ADULT SIZE: 9.8 to 16 in (250 to 406 mm)
DISTRIBUTION: Most Alabama collections are from the Fall Line Hills and Southern Pine Hills of the East Gulf Coastal Plain. Sharpfins are particularly widespread and often abundant in the Escatawpa and Perdido drainages and freshwater tributaries to Mobile Bay.

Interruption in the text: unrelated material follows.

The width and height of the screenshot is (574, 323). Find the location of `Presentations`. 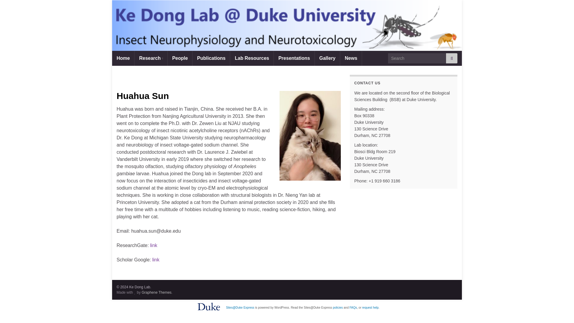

HABITAT AND BIOLOGY: Sharpfin chubsuckers are most common in swamps, small or medium-sized streams, and coastal river backwaters with slow to moderate currents and sandy substrates often lightly covered with silt. Sharpfins congregate along undercut banks and around aquatic vegetation and submerged brush piles. Little is known about the species’ life history in Alabama. Our collection of tuberculate, gravid individuals in the Styx River in 1991 indicates that spawning occurs in late March and April. Young sharpfins remain in schools until they are 4 or 5 inches long and probably consume zooplankton and small aquatic insect larvae. Adults eat larger aquatic larvae. Judging from the adult size of this and the two other Erimyzonspecies in Alabama, we believe that the sharpfin chubsucker lives for seven to eight years.
REMARKS: The type locality is given as “Mobile, Alabama.”
ORIGINAL DESCRIPTION: Agassiz described the sharpfin chubsucker in 1855.
ETYMOLOGY:
Erimyzon means to suck.
Tenuis means thin, presumably referring to this species’ elongate anal fin.
The copyrighted information above is from Fishes of Alabama and the Mobile Basin.